Her smile rose higher on one side as she took a sip from her own. “Irish hot chocolate.”
“Because it was made by leprechauns in a pint-sized sweatshop on the outskirts of Belfast?”
“Because it’s liberally spiked with Irish cream. Gary’s Christmas present to the entire floor.”
Our RA was a pain in the ass nine months out of the year, but he was generous around the holidays. God bless him.
“All done with exams?” I sank onto my bed, then leaned across my nightstand to press the ratty old scarf farther into the crack in the windowsill. No matter how high we set the thermostat, the draft froze the tip of my nose all night, every night.
“Finally!” Robyn sipped from her cup. “You?”

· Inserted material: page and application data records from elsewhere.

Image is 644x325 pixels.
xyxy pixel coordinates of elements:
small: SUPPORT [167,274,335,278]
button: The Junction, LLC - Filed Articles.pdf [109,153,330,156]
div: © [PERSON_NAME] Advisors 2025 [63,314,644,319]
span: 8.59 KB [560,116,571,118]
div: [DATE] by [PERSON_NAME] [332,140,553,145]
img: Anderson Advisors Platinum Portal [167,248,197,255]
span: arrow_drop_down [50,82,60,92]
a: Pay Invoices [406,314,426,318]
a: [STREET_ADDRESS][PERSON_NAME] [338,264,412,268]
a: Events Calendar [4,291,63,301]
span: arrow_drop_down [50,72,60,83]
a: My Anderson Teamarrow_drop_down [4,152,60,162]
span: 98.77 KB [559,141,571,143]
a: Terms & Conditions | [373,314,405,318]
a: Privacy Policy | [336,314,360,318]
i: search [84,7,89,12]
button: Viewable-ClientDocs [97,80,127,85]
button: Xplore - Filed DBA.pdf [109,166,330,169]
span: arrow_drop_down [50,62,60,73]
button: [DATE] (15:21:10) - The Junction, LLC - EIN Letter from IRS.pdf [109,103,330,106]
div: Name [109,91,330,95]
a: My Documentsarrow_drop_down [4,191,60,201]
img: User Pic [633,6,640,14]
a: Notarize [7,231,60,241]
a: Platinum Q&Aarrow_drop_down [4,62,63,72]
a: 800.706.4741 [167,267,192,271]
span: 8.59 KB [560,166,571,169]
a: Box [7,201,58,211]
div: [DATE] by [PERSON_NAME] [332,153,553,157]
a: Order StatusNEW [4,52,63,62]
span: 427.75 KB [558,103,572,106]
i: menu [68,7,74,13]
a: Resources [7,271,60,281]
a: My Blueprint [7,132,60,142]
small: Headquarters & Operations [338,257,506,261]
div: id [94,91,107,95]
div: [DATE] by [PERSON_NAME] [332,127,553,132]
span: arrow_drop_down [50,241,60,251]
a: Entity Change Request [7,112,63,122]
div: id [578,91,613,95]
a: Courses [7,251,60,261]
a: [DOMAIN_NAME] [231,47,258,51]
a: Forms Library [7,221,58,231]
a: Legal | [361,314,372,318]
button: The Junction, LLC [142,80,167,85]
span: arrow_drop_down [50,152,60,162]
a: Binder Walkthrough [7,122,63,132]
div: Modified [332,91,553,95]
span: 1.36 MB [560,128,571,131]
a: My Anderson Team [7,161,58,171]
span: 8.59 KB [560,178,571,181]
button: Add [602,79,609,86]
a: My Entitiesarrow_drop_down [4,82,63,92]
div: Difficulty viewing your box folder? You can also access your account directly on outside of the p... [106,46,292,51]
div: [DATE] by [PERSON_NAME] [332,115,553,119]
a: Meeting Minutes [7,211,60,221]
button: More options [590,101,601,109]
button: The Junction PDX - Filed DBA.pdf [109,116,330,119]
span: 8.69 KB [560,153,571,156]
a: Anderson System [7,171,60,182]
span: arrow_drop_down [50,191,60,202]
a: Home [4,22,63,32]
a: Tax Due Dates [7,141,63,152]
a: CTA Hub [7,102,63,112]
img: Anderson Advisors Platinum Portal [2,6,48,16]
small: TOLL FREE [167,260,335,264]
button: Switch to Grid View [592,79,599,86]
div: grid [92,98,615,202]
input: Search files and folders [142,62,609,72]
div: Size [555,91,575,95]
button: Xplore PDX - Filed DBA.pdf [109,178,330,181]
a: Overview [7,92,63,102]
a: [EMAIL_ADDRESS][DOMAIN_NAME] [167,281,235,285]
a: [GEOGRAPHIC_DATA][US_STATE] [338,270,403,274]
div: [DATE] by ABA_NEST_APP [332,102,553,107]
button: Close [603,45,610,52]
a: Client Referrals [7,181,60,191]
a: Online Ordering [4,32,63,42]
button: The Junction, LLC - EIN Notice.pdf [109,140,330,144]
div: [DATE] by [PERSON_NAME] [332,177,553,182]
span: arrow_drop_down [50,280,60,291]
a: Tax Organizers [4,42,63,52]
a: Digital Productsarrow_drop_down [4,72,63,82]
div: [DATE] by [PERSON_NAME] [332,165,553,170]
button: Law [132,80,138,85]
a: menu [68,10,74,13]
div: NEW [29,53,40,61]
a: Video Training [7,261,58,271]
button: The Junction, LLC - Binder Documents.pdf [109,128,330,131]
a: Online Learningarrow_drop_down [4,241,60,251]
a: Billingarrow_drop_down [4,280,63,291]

“As of twenty minutes ago. Seven semesters down, one to go.” In six months, I’d have a bachelor’s degree—only the second ever awarded to a female werecat. In the whole world. Ever. My brothers were proud. My parents were happy for me, but they were also ready for me to be finished with my education so my “real” life could begin.
The life wherein I would move back home, marry a future Alpha, and have his shifter babies while he trained to take over our Pride from my father. That’s the way it had been for every tabby who’d come before me. All but one, anyway.
My cousin Faythe, the world’s only female Alpha, had broken the mold. But that mostly just changed the way people saw her. Faythe was the exception. The tabby who could not be tamed. The rest of us were still expected to follow the rules, because the numbers hadn’t changed. There were still only a handful of female werecats capable of bearing children, and if any of us refused to do that, the strength of our species would be compromised.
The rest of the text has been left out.